1985 1986 1987 1988 1989 1990 1991 1992 1993 1994

Copper (%)

Lead (%)

Annex VII

Annex VIII

Annex VII

Annex VIII

Annex VII

Annex VIII

7.10 6.46 6.65 6.03 6.80 5.81 6.39 6.65 6.09 6.51

0.91 1.34 1.76 1.04 1.33 1.09 6.66 6.38 6.10 6.13

22.73 21.67 21.42 21.05 21.97 21.24 20.67 19.97 20.19 18.31

5.01 5.40 5.39 4.90 5.37 5.54 4.72 4.94 5.02 5.09

27.57 29.15 29.75 27.40 28.66 30.10 21.14 20.23 21.08 22.32

15.38 14.57 16.47 23.39 19.75 19.01 23.58 20.50 20.21 20.64

Source: UN Industrial Commodity Statistics Yearbook. Note that the classification by Annex is retrospective. FSU excluded.

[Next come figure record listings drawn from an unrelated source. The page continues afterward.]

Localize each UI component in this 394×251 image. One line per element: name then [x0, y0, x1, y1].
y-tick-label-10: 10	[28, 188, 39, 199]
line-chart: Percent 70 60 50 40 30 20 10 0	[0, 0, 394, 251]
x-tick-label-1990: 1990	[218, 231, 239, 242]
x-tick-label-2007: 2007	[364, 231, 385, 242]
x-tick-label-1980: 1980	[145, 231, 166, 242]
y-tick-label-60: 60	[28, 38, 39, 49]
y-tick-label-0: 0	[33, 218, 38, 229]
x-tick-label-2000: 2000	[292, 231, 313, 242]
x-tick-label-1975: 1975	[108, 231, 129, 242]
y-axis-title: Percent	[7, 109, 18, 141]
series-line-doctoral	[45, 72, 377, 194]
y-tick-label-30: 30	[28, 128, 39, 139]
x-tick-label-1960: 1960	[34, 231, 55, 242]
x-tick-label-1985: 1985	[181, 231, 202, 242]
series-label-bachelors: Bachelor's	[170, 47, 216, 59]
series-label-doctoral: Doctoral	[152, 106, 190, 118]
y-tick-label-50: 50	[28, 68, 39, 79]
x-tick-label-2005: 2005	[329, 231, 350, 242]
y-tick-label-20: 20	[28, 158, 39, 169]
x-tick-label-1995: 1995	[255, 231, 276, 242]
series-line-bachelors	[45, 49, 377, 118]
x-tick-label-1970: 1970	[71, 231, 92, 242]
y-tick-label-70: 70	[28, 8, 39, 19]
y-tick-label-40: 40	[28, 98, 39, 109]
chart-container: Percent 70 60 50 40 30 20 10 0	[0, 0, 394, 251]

Europe have the highest secondary proportions, while the other regions (except Africa) are all stable at around 10%. More pertinently Table 4 presents estimates of the percentage of copper, lead and zinc production using secondary metal inputs for Annex VII and Annex VIII countries in the period 1985–1994. In the case of copper the use of secondary metal is much higher in Annex VII countries over the entire period. The same was true of both lead and zinc production in the late 1980s, although the gap has narrowed considerably in recent years. Moreover, the proportional figures mask the real differences in absolute terms of production of secondary non-ferrous metals in the two regions. Fig. 5 shows the annual growth rates for the three metals in the two regions over the period 1985 – 1994. In the case of lead and zinc the annual changes are negative for Annex VII countries and for zinc there has been no real change. Conversely, there have been increases for all three metals in the Annex VIII region, and in one case (zinc) the annual percentage change exceeds 20%.

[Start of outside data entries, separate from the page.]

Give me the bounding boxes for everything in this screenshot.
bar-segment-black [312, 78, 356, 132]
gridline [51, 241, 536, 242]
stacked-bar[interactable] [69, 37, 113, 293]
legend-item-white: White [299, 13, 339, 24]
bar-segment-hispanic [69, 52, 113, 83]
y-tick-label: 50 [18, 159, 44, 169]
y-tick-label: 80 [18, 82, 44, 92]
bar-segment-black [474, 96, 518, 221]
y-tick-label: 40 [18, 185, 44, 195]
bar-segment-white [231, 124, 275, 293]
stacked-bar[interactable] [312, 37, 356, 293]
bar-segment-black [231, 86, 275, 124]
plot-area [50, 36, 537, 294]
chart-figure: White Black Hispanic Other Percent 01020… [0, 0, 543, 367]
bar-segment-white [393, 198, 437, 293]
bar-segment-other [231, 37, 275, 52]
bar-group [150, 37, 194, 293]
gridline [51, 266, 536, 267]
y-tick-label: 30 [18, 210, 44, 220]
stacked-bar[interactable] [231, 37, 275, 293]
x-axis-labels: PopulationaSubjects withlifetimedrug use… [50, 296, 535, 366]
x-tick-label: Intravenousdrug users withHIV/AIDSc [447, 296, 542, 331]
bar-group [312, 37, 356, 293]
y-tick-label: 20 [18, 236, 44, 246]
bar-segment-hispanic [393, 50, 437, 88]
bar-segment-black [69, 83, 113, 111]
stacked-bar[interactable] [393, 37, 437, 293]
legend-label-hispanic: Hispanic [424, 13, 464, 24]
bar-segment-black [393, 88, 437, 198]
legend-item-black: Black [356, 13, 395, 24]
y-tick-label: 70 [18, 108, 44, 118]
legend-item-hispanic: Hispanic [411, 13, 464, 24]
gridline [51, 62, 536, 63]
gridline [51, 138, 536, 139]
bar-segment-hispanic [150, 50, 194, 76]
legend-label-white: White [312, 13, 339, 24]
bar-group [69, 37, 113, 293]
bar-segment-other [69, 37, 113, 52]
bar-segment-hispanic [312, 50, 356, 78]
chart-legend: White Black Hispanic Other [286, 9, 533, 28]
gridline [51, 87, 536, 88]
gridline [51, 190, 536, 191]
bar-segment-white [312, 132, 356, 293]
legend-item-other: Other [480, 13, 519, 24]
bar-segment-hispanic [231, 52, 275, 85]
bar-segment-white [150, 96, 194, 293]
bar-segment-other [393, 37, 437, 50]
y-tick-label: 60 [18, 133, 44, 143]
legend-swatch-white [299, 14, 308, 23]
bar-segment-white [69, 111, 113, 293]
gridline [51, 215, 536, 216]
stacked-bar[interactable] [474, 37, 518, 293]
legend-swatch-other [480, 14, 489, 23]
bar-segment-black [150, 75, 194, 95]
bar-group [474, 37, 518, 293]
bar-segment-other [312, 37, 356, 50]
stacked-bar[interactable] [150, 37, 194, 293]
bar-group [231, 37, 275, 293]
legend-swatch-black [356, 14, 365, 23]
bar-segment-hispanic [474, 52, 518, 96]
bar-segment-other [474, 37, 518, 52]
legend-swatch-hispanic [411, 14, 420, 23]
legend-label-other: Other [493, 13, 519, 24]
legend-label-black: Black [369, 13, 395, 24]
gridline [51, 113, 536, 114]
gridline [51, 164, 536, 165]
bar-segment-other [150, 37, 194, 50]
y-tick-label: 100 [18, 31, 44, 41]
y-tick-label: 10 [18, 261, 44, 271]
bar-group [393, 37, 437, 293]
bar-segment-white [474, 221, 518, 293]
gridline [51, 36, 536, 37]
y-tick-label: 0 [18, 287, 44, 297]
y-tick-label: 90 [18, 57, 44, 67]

4.1. Conclusions Thus, demand for secondary metals per unit of output is growing faster in Annex VIII countries than in Annex VII countries for a number of reasons: sectoral composition is shifting toward metal-intensive sectors in Annex VIII countries, but away from metal-intensive sectors in Annex VII countries; improvements in material efficiency in Annex VIII countries appear to be surprisingly close to the situation in Annex VII countries; and, the use of secondary materials in non-ferrous metal production is growing much more quickly in Annex VIII countries than Annex VII countries. The combined effect of these factors means that Annex VIII countries are likely to have much higher growth rates in demand for secondary metals for the foreseeable future.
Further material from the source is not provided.